Thursday, May 11, 2023

Do-Overs

A vintage short story that was filmed as a TWILIGHT ZONE episode features an elderly millionaire who wants to relive his life, with his memories intact, for the thrill of making his fortune all over again. He stikes a deal with a demon and is duly returned to his home town in the early 20th century. Unfortunately, the past turns out to be less golden than he imagined, and, most important, he forgets to specify having his youth restored. Therefore, he suffers a heart attack and dies for lack of modern medicine. As he faces death, the demon taunts him about his request that he keep his memories: "Can we help it if your memory is lousy?"

The hypothetical question often arises, "Would you live your life over again, knowing what you know now?" Occasionally pondering that fantasy, I definitely would not accept a do-over from childhood or even my early teens. Go through all that again, with the added horror of being treated like a dependent child while having the mind and memories of an adult in my seventies? No, thanks! In the movie PEGGY SUE GOT MARRIED, a middle-aged woman reverts to her high-school self with her memories intact, faced with the decision of whether or not to repeat the choices that led to marrying her present-day husband, from whom she's currently separated. After reliving part of her senior year (spoiler), she reawakens to her reasons for loving her husband and, upon returning to the present, decides to stay with him.

Would I repeat my life starting from, say, my marriage at the age of eighteen? In T. Kingfisher's latest horror novel, A HOUSE WITH GOOD BONES, the narrator returns to her grandmother's house (now her mother's), where she lived for part of her childhood and teens. Upon waking up in her old bedroom on the first morning, she experiences a disorienting moment of terror that her entire life since the age of ten has been a dream, and she'll be condemned to repeating high school, college, and graduate school—and writing her PhD dissertation all over again. I can identify with that nightmare. I'm not sure I'd have the stamina to struggle through all my university courses and the rewriting of my dissertation from scratch, although I might perform better in my advancement-to-candidacy oral exam with the memory of my previous blunders. On the other hand, I would have a fair chance to avoid most if not all of the worst mistakes and wrongdoings of my first lifetime. And yet, knowing I'd have to relive some painful events that are outside my control, would I want to face them again?

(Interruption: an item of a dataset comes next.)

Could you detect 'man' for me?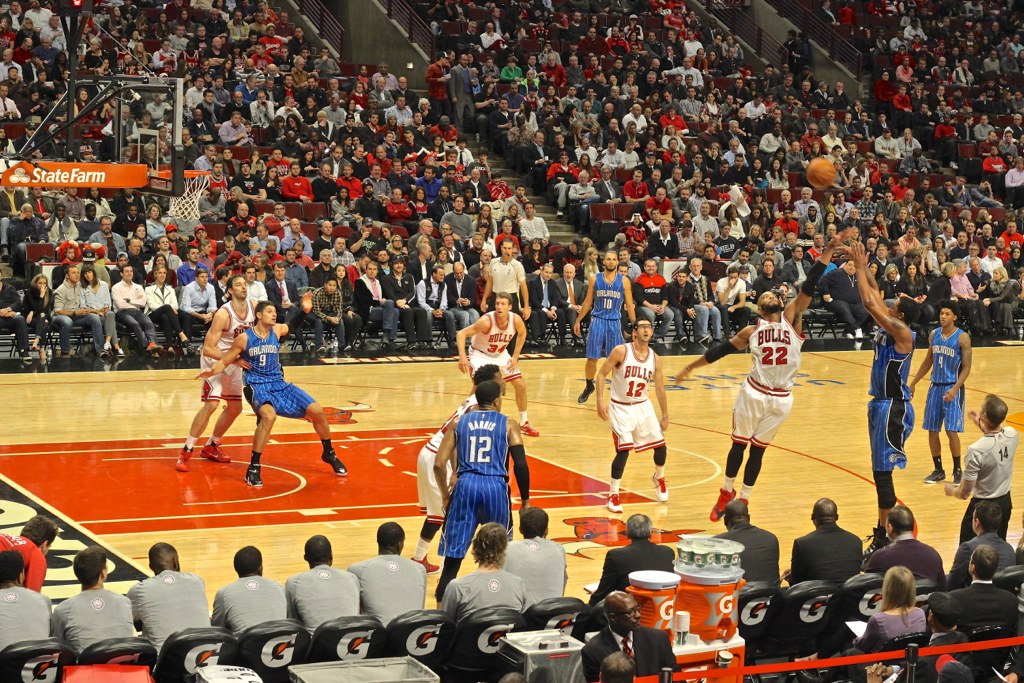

A further concern: If I repeated my life from my wedding day on, we might end up without all the children we've had in this timeline. Alternate history novels often include real people from the primary world but in different roles from the ones they played in our version of history. Although that's an entertaining trope I enjoy reading, in fact it's a vanishingly remote possiblity. A minor change in the timing of a sexual act could more likely than not result in the conception of a different individual. A difference of a month would, of course, definitely do so. Given a point of departure in the 19th century—say, the familiar scenario of the South winning the Civil War—virtually none of the people alive today, at least in this country, would ever have been conceived. On a lesser scale, the same result would happen in a family after a point of departure in one couple's married life. In Jo Walton's novel MY REAL CHILDREN, the protagonist faces a moment of decision in early adulthood when she decides whether or not to marry the man whom she's been dating. That decision splits her life from then on into two separate timelines, one in which they marry and one where they don't. In her final years, she remembers both lifetimes and families she's had. One interesting aspect of this novel, by the way, is that neither timeline is our own history. One alternate world turns out worse, the other better; in a further intriguing twist, the protagonist's personal life is happier in the dystopic world than in the optimistic one.

So if a genie offers to grant me a wish to re-do my adult life, I think I'll turn it down. That scenario would hold too many risky variables.